His genius was not simply confined to technical innovation. Chapman introduced to Formula 1 a new way of doing business, bringing in sponsors with no real links to racing or cars and with them new and exciting liveries in a breakaway from the tradition of running national colours. As from the 1968 Spanish Grand Prix, the Lotus 49B shed its traditional British Racing Green, replacing it with the colours of Gold Leaf cigarettes, an Imperial Tobacco brand. Then in the 1970s it switched to the famous John Player Special black, trimmed with gold.

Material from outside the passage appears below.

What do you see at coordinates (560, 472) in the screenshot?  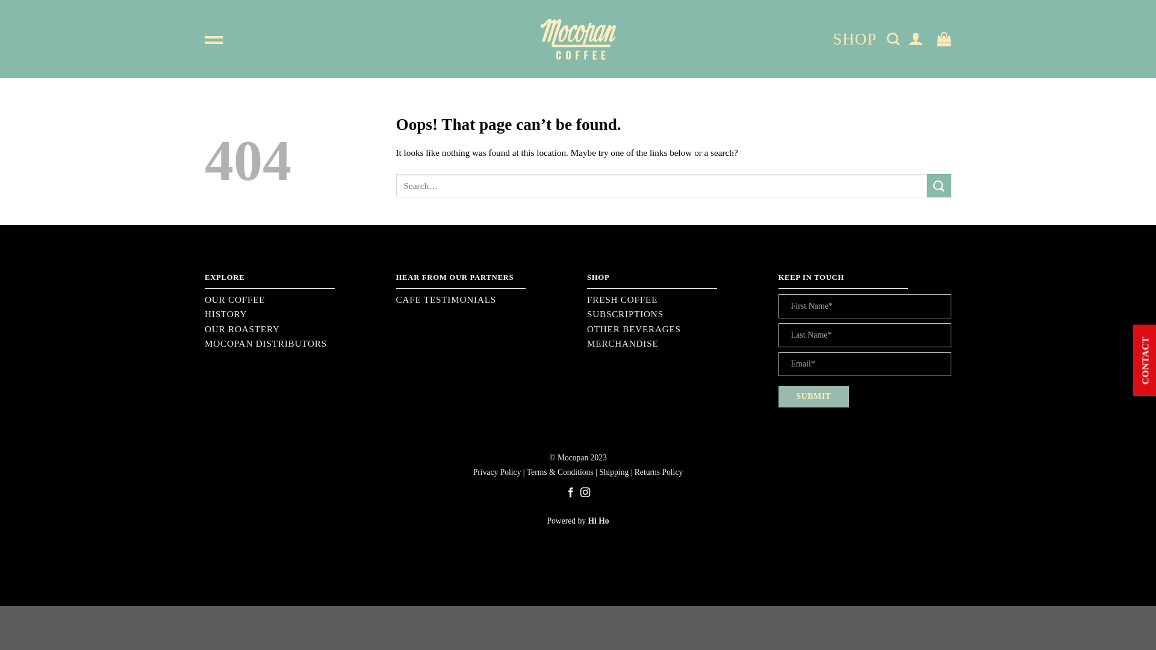 I see `Terms & Conditions` at bounding box center [560, 472].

Chapman's time in Formula 1 was also marked by several tragedies. Three of his drivers lost their lives in cars bearing the name of his company: Clark in 1968 in a Formula 2 race in Hockenheim, Rindt in free practice for the 1970 Italian Grand Prix and Ronnie Peterson, again in Monza in 1978. Cruel losses which affected him profoundly. Charismatic and brilliant, but also irascible and obsessed with winning, he had a visceral relationship with his drivers, regarding them as extensions of his car, men who were capable of pushing themselves beyond fear and fatigue to transform his ideas into wins. However, he was also aware that every innovation came with its risks and he found every defeat hard to swallow.
Colin Chapman died suddenly of a heart attack on 16 December 1982, at the age of 54. But there was a mystery and myth that grew around his passing. Chapman was actually heavily involved with the Romanian-American entrepreneur John DeLorean, with whom he had joined forces to help develop the DMC DeLorean road car with funding from the British government. When the project collapsed in 1982, Delorean was charged by the US government with cocaine trafficking and DMC went bankrupt. It later emerged that ten million pounds of British taxpayer's money invested in the company had disappeared. It was eventually tracked to Swiss bank accounts controlled by Chapman, DeLorean and Lotus accountant Fred Bushell, who then served three years in prison. The FBI even searched for Chapman in Brazil, based on speculation that he was living there, having had plastic surgery, while his share of the money had been moved to a Panamanian account. However, the FBI eventually and definitively closed the case in the early Nineties.
His passing left a deep void, not just at Lotus but in the world of motorsport. Chapman was not just an engineer and designer, he was an artist of ingenuity, able to visualise speed like no other. His inventions – the monocoque chassis, ground effect, innovative suspension – changed Formula 1 forever, laying the foundations for what it has become today.